Cambridge market sizzles as biotech ditches the burbs

George Scangos, CEO of Biogen Idec

The foibles of the country's real estate market are largely absent in biotech's boomtown. Like pioneers rushing for gold, biotech and pharma outfits have swept into Cambridge, MA, and dismissed the hefty property costs in search of talent and technology that could lead to lucrative new drugs.

In a New York Times article, Biogen Idec ($BIIB) CEO George Scangos serves as a leading mover in the industry's rush to Cambridge. After Scangos took the top job at Biogen in 2010, he quickly jettisoned his predecessor's plan of keeping business folks and executives a half-hour outside Boston in Weston, MA, while R&D stayed in Cambridge. And now Biogen is planning to ditch its HQ in sleepy Weston for a new $500 million facility under construction in the biotech hotbed of Cambridge.

Of course, Scangos has plenty of company. As the Times reports, the biotech industry's growth is the leading factor in the whopping 3.4 million square feet of space at various stages of construction or planning in the city that sits across the Charles River from Boston.

Pfizer ($PFE) has been moving research and hundreds of employees to Cambridge as it exits facilities in Groton, CT, Sandwich, U.K., and elsewhere. Novartis ($NVS), which houses its global R&D operation in Cambridge, is erecting two major buildings there at a cost of $600 million. The list goes on.

In general the burbs outside Boston offer cheaper digs than the city. Yet biopharma isn't the insurance industry. It needs copious inventions to thrive. And the cost of real estate in Cambridge--which offers a smorgasbord of biotech talent and innovations--has become another cost of doing business for a bevy of biotech and pharma outfits.

"It's an amazing place to be," Scangos told the Times. "The intellectual firepower that is in Cambridge, between Harvard and MIT and the number of companies, is quite remarkable."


TASK DETAILS
A line qualifies if it holds the string "Purchase". Copy every qualifying line from the records.

========

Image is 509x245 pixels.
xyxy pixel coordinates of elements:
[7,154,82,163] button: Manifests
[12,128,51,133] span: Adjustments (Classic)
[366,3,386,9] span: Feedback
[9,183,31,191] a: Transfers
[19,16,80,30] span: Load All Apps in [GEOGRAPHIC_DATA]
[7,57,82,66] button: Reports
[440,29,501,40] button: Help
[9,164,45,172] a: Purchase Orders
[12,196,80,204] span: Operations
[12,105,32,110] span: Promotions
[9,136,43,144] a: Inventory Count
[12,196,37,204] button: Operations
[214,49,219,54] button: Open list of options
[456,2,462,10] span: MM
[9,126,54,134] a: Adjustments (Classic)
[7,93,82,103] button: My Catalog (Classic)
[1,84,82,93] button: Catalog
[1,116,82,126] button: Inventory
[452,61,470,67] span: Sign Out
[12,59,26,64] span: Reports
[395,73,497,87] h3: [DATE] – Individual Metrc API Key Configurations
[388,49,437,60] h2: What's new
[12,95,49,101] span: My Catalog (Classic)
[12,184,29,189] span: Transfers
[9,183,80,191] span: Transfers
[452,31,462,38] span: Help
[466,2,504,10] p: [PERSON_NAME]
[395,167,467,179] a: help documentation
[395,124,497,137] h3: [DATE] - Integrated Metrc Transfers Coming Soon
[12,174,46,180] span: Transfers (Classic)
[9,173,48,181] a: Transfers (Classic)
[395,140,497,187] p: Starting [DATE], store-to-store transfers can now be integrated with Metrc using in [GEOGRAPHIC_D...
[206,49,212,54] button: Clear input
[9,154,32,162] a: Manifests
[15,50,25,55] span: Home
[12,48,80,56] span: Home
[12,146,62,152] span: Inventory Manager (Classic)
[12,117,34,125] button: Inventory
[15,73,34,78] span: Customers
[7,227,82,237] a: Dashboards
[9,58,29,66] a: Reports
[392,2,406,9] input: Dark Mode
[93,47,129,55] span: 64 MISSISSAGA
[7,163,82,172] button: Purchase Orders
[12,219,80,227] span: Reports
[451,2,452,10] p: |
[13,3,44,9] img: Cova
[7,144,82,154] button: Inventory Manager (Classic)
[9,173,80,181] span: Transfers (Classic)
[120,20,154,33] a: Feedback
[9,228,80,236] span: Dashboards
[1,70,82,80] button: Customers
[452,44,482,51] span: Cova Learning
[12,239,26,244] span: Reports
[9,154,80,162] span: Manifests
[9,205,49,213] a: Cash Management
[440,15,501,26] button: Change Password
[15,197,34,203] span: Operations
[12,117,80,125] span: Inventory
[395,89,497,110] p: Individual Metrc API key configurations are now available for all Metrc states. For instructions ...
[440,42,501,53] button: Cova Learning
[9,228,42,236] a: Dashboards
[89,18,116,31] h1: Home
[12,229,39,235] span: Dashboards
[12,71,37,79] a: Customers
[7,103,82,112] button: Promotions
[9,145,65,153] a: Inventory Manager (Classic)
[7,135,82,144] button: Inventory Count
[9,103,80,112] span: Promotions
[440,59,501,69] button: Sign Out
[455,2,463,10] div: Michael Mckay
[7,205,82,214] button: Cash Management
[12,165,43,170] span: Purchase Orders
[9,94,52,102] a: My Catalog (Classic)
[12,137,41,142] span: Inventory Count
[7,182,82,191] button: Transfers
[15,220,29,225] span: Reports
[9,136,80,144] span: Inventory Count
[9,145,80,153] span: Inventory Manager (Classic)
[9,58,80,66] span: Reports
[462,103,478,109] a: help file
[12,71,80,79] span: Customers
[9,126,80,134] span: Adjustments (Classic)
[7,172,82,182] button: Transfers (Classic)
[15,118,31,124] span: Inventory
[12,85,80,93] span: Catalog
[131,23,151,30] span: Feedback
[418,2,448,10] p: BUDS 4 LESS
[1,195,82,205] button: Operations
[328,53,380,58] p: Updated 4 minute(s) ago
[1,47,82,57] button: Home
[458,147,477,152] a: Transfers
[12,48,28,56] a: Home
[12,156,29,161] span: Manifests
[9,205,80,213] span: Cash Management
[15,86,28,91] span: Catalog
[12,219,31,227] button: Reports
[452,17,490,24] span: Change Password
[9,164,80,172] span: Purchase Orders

========

RESPONSE
[9,164,45,172] a: Purchase Orders
[7,163,82,172] button: Purchase Orders
[12,165,43,170] span: Purchase Orders
[9,164,80,172] span: Purchase Orders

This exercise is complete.